Is your DATA ready for Revenue Management?

Revenue Management can bring tremendous financial benefits to a hotel, but only if the key data is mostly clean and up to date.  100% accuracy is obviously ideal, but you can still get value from this process with 99% or 98% accuracy.  It does not matter if you are using Excel or using more advanced Revenue Management Software (RMS) - if the data is out of date or messy, the decisions can be flawed.  Below are a few guidelines to see if your data is clean enough to do Revenue Management.

1)  YOUR HOTEL'S AVAILABILITY (UNSOLD ROOMS)

* Data for each room type in the PMS must be accurate and up to date - at least within a day or two.

* Have a process for pulling this automatically from the PMS into your RMS software or Excel.

* Having this PMS data accurate and up-to-date will probably mean that your inventory and rates are distributed automatically to all channels with channel management software.  If all OTAs and Booking Engine are not connected to update PMS automatically, then it becomes hard to do Revenue Management well.

 

2)  COMPSET DATA MUST BE EASILY ACCESSIBLE  

* If you are only doing Revenue Management at the Property level (not for each Room Type), then you can get this data for free from Expedia and other sources.  You will be comparing your Lowest Available Rate (LAR) to your Competitors LAR.  Therefore, if your competitors are sold out of cheaper rooms, their cheapest room may be a better room, so the comparisons are not valid.  However, this should still produce valid comparisons for 90-95% of the dates, so it is still a valuable exercise and much better than doing nothing at all. 

*  If you want to do Revenue Management for each room type, then you will probably have to pay for a service like "OTA Insights" or "Prophet" that provides this data for a fee.

 

3)  YOUR HOTEL'S RATE DATA

* This may seem easy, but your hotel may have more rates than you realize, and when you compare your rates to competitors it should be the same type of rate.

* The data for Competitor rates are currently published rates, which is after promotional discounts.  Therefore, to make a valid comparison, your rates should also include promotional discounts.  Sometimes it may also include non-refundable terms.  Usually, the best way to ensure a valid comparison is to pull your rates from the same source as your competitor rates. 

* Depending on your data source, you also need to make sure that your rate is a valid comparison with Competitors (includes or excludes breakfast, etc.).

* You will also want to track recent changes to your own rates.  If you just lowered rates last week for a specific period in the future, then you want to give that some time to take effect and begin filling those dates.  On the other hand, if you have taken no action, or raised rates, recently, then you may want to change that this week. 

 

Those are the basic points to keep in mind.  If you have all these things in place, then you may be ready for Revenue Management.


WHAT THE TASK REQUIRES >>
All lines with the word "Himachal" must be pulled from the entries below.
##########
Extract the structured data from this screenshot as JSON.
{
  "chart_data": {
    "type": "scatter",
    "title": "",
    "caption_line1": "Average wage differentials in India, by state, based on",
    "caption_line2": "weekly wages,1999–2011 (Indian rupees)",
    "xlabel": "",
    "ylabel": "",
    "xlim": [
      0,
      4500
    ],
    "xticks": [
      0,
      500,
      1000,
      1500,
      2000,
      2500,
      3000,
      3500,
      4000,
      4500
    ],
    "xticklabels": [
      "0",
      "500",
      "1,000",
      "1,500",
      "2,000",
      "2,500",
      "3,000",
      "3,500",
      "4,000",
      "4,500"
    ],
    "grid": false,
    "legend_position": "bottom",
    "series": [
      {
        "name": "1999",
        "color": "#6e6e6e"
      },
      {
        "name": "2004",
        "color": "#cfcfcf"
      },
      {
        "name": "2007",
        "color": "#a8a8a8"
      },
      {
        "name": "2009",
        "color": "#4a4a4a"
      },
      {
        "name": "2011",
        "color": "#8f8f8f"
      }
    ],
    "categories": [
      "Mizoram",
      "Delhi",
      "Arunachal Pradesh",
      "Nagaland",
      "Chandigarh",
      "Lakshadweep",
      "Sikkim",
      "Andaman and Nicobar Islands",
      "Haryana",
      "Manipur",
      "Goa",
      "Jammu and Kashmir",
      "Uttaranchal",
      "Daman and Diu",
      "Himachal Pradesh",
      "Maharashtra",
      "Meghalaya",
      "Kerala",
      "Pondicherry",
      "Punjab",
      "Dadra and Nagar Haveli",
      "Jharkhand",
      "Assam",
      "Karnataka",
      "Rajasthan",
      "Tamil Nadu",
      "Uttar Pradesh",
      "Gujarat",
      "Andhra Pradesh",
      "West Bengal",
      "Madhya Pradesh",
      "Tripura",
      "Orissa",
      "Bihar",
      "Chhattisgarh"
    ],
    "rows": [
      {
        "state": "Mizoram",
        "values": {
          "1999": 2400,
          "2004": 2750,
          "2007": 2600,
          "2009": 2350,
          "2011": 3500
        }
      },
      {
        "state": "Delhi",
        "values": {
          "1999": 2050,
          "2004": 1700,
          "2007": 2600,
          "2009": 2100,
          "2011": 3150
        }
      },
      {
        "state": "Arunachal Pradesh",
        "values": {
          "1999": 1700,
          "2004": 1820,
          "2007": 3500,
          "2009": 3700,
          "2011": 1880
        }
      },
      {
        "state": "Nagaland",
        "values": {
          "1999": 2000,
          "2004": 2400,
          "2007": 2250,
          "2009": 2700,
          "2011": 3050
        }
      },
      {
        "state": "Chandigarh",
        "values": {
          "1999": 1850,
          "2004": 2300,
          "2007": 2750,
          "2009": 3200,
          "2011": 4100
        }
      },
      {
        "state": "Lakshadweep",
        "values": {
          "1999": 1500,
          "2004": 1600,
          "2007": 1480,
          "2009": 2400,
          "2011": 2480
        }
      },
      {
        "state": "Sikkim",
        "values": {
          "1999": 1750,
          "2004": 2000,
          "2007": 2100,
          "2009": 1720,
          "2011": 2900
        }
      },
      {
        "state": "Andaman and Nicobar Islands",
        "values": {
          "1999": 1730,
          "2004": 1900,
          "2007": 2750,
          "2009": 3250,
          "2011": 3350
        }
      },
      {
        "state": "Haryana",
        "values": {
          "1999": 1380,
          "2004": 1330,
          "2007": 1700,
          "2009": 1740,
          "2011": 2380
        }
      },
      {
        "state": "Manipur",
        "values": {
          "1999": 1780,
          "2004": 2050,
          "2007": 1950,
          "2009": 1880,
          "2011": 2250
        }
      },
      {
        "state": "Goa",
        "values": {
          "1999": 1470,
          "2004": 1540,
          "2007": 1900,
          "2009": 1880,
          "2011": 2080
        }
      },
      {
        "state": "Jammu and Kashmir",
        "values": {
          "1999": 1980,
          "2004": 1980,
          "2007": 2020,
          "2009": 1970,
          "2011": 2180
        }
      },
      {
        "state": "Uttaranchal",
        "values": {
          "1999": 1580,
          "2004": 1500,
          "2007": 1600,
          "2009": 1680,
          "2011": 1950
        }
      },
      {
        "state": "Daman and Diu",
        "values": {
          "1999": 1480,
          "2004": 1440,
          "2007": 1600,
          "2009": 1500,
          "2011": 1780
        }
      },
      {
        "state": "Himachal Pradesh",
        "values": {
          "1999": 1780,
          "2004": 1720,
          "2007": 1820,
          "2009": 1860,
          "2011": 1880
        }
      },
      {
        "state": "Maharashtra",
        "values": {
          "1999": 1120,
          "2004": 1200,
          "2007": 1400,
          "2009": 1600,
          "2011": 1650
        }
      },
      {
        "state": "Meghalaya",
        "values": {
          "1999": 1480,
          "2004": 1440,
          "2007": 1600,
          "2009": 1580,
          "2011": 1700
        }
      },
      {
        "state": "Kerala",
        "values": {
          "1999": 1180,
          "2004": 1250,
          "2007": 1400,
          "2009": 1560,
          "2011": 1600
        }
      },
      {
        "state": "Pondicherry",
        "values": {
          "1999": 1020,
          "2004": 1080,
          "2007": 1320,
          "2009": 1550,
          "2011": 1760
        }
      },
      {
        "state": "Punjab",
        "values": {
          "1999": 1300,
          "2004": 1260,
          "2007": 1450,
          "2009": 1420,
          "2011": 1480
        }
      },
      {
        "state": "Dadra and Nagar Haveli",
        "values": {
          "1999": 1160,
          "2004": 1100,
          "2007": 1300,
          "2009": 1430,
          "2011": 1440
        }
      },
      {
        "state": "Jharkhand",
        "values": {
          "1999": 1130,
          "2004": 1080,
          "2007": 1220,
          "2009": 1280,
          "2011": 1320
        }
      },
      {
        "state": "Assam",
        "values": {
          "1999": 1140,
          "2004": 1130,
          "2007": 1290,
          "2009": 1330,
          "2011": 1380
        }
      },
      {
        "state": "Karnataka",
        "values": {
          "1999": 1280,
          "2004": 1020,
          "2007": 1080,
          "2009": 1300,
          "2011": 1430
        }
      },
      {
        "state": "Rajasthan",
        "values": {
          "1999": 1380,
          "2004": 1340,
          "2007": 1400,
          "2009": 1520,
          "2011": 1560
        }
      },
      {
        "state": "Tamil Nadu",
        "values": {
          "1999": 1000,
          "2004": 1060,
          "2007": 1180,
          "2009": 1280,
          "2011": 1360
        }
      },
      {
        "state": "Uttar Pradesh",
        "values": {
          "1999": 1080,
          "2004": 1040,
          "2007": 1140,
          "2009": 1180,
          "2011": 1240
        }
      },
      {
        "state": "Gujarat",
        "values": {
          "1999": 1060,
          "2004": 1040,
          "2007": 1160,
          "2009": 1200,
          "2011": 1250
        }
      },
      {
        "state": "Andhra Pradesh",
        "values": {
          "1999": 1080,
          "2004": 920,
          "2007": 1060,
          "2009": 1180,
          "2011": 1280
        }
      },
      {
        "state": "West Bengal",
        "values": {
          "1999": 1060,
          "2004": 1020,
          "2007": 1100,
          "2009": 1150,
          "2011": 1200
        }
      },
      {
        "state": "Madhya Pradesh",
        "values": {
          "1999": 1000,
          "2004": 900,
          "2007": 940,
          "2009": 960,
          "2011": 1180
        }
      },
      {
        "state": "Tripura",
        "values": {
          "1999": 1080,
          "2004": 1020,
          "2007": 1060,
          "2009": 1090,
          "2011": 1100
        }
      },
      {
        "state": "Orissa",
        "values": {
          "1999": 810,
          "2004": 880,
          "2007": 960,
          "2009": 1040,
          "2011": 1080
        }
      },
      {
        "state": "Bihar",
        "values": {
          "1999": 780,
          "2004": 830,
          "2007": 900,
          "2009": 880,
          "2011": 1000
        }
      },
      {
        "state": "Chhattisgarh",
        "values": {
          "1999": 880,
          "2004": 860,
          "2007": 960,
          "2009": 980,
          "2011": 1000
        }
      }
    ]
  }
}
##########
SOLVED EXERCISE >>
      "Himachal Pradesh",
        "state": "Himachal Pradesh",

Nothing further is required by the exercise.